This week is a short week, but short weeks always seem to drag on the longest. A short week does not mean less to do or fewer expectations. A short week just means less time to get the same amount of work done in. That means a lot more rushing, a lot more stress, and a lot more mistakes. It means I’m going to need a lot more patience, a lot more forgiveness, and a lot more help.
I’m still not feeling great physically, which is having a big impact on me mentally. Healing has been so slow and all progress is fragile. This week I will keep putting my needs first, defending my boundaries, and giving myself permission to rest without guilt. I can’t help others without helping myself. I can’t do my best work if I don’t make time for myself first. I can’t get well if I’m pushing myself for the sake of others.
This week I will:
Delete time sucking apps from home screen. I’ve already gotten rid of Instagram, next up is Facebook, and then Twitter. I’ve been feeling down lately, I think we all have, and it’s easy to escape by scrolling through endless and pointless feeds, but what feels good right now doesn’t always feel good in the long run. There is more I want to do with my waking hours. Bonus: Before I pick up my phone, pick up a book instead.
One “No TV Night” this week. Just like social media, TV shows offer an easy escape and mindless ways to pass the time, but I don’t want to be mindless for so many hours on end. There are art and writing projects I want to complete. There are books I want to read. There are things I want to learn and courses I am determined to complete. I can’t, I won’t, do any of these things if I am not more mindful of how I spend my time.
Read 20 pages a day. I’m really far behind in my reading goals for the year, so I’ve decided to let them go to focus on day to day reading goals instead. My current selection, The Madwoman in the Attic: The Woman Writer and the Nineteenth-Century Literary Imagination, is a little intimidating and overwhelming which causes an avoidant reaction in me. Normally I ask 40 pages from myself, but it’s easier to start again if you start small.
Meditate at least once a day. I wrote yesterday about how chaotic mornings and evening exhaustion have made it difficult for me to continue my meditation practice. The problem isn’t the mornings or the exhaustion though; the problem is me. I felt like I was failing, so I began to avoid doing it. I didn’t realize at the time that I actually hadn’t failed until I quit.
Take life one day at a time. There has been a lot of bad news coming my way lately and very little I can do but wait, and watch, and worry. In the absence of control my mind plays out all the possibilities, but instead of clarity all I gain is more stress and suffering. I’m living too far in the future where nothing I imagine may even come to pass. It’s all just more lost time and lost opportunity to live my best life today.
This week I will not make anyone else’s problems my own. Lately I’ve been feeling like little more than an emotional support human for everyone I encounter. While I’m honored to be so trusted, respected, and needed it’s all getting to be too much in a time when managing my stress levels is so critical.
I recognize that I have a tendency to feel too deeply the emotions of others and to make fixing everyone’s troubles my personal responsibility but the reality is as much as I want to make to, there is only so much I can control, fix, or face. The truth is, I cannot risk neglecting my own needs, responsibilities, and relationships to focus on lives I’m not living. The truth is, while I’m helping everyone through their challenges, no one but me will help me through mine.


The problem:
Reproduce the entries in full, with no changes.

Data listing:
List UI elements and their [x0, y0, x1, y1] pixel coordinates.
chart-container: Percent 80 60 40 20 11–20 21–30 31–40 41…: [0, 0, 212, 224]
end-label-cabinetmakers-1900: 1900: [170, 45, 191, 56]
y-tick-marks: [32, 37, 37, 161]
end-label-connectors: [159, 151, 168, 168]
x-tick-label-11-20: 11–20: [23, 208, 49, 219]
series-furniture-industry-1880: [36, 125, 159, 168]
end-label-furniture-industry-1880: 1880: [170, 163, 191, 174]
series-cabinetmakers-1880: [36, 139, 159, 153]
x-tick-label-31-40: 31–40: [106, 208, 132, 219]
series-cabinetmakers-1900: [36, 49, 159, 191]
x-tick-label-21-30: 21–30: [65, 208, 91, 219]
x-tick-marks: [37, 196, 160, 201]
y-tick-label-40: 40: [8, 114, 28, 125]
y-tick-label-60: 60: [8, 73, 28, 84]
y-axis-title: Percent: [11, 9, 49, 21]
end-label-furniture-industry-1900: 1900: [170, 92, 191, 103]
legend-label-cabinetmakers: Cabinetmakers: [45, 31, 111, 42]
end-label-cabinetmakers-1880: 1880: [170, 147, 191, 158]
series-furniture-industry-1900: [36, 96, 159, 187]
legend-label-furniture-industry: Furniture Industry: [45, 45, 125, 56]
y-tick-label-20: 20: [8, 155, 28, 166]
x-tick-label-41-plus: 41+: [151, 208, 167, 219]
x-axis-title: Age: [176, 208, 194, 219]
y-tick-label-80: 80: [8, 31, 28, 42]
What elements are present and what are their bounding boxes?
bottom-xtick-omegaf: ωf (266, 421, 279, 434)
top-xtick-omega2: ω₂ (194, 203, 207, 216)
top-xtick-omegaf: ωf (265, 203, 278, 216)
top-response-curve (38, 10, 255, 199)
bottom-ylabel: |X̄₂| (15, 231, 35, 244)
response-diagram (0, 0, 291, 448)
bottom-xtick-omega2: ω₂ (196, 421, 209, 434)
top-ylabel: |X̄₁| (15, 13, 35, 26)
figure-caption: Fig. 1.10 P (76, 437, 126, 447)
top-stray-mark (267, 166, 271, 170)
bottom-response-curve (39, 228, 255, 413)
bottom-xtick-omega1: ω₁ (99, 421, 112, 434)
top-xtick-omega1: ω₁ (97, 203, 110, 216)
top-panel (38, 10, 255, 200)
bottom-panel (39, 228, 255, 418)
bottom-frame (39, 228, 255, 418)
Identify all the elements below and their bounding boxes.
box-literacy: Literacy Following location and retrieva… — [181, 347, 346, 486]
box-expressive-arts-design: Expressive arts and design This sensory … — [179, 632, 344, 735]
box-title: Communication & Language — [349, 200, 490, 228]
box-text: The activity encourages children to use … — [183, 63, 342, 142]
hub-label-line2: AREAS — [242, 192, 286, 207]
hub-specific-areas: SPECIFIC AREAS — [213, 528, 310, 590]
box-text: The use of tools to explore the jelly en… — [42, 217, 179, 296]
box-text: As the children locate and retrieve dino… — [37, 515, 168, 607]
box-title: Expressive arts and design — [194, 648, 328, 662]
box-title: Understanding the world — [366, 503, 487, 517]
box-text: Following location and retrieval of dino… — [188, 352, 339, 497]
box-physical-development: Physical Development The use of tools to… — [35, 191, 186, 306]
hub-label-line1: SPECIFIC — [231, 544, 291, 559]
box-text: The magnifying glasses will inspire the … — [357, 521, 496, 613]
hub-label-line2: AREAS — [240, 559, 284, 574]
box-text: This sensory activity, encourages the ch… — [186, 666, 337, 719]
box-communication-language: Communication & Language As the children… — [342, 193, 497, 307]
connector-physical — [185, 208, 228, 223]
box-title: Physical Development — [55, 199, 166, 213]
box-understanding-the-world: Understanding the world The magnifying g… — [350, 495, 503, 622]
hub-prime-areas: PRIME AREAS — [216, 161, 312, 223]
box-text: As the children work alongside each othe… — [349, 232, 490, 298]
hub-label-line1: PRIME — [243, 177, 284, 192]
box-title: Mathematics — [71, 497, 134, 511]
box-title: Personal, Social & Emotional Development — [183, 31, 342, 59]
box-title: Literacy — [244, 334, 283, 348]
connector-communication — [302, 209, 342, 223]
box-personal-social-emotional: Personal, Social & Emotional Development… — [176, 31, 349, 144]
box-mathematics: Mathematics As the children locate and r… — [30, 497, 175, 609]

Result of the task:
List UI elements and their [x0, y0, x1, y1] pixel coordinates.
chart-container: Percent 80 60 40 20 11–20 21–30 31–40 41…: [0, 0, 212, 224]
end-label-cabinetmakers-1900: 1900: [170, 45, 191, 56]
y-tick-marks: [32, 37, 37, 161]
end-label-connectors: [159, 151, 168, 168]
x-tick-label-11-20: 11–20: [23, 208, 49, 219]
series-furniture-industry-1880: [36, 125, 159, 168]
end-label-furniture-industry-1880: 1880: [170, 163, 191, 174]
series-cabinetmakers-1880: [36, 139, 159, 153]
x-tick-label-31-40: 31–40: [106, 208, 132, 219]
series-cabinetmakers-1900: [36, 49, 159, 191]
x-tick-label-21-30: 21–30: [65, 208, 91, 219]
x-tick-marks: [37, 196, 160, 201]
y-tick-label-40: 40: [8, 114, 28, 125]
y-tick-label-60: 60: [8, 73, 28, 84]
y-axis-title: Percent: [11, 9, 49, 21]
end-label-furniture-industry-1900: 1900: [170, 92, 191, 103]
legend-label-cabinetmakers: Cabinetmakers: [45, 31, 111, 42]
end-label-cabinetmakers-1880: 1880: [170, 147, 191, 158]
series-furniture-industry-1900: [36, 96, 159, 187]
legend-label-furniture-industry: Furniture Industry: [45, 45, 125, 56]
y-tick-label-20: 20: [8, 155, 28, 166]
x-tick-label-41-plus: 41+: [151, 208, 167, 219]
x-axis-title: Age: [176, 208, 194, 219]
y-tick-label-80: 80: [8, 31, 28, 42]
What elements are present and what are their bounding boxes?
bottom-xtick-omegaf: ωf (266, 421, 279, 434)
top-xtick-omega2: ω₂ (194, 203, 207, 216)
top-xtick-omegaf: ωf (265, 203, 278, 216)
top-response-curve (38, 10, 255, 199)
bottom-ylabel: |X̄₂| (15, 231, 35, 244)
response-diagram (0, 0, 291, 448)
bottom-xtick-omega2: ω₂ (196, 421, 209, 434)
top-ylabel: |X̄₁| (15, 13, 35, 26)
figure-caption: Fig. 1.10 P (76, 437, 126, 447)
top-stray-mark (267, 166, 271, 170)
bottom-response-curve (39, 228, 255, 413)
bottom-xtick-omega1: ω₁ (99, 421, 112, 434)
top-xtick-omega1: ω₁ (97, 203, 110, 216)
top-panel (38, 10, 255, 200)
bottom-panel (39, 228, 255, 418)
bottom-frame (39, 228, 255, 418)
Identify all the elements below and their bounding boxes.
box-literacy: Literacy Following location and retrieva… — [181, 347, 346, 486]
box-expressive-arts-design: Expressive arts and design This sensory … — [179, 632, 344, 735]
box-title: Communication & Language — [349, 200, 490, 228]
box-text: The activity encourages children to use … — [183, 63, 342, 142]
hub-label-line2: AREAS — [242, 192, 286, 207]
hub-specific-areas: SPECIFIC AREAS — [213, 528, 310, 590]
box-text: The use of tools to explore the jelly en… — [42, 217, 179, 296]
box-text: As the children locate and retrieve dino… — [37, 515, 168, 607]
box-title: Expressive arts and design — [194, 648, 328, 662]
box-title: Understanding the world — [366, 503, 487, 517]
box-text: Following location and retrieval of dino… — [188, 352, 339, 497]
box-physical-development: Physical Development The use of tools to… — [35, 191, 186, 306]
hub-label-line1: SPECIFIC — [231, 544, 291, 559]
box-text: The magnifying glasses will inspire the … — [357, 521, 496, 613]
hub-label-line2: AREAS — [240, 559, 284, 574]
box-text: This sensory activity, encourages the ch… — [186, 666, 337, 719]
box-communication-language: Communication & Language As the children… — [342, 193, 497, 307]
connector-physical — [185, 208, 228, 223]
box-title: Physical Development — [55, 199, 166, 213]
box-understanding-the-world: Understanding the world The magnifying g… — [350, 495, 503, 622]
hub-prime-areas: PRIME AREAS — [216, 161, 312, 223]
box-text: As the children work alongside each othe… — [349, 232, 490, 298]
hub-label-line1: PRIME — [243, 177, 284, 192]
box-title: Mathematics — [71, 497, 134, 511]
box-title: Personal, Social & Emotional Development — [183, 31, 342, 59]
box-title: Literacy — [244, 334, 283, 348]
connector-communication — [302, 209, 342, 223]
box-personal-social-emotional: Personal, Social & Emotional Development… — [176, 31, 349, 144]
box-mathematics: Mathematics As the children locate and r… — [30, 497, 175, 609]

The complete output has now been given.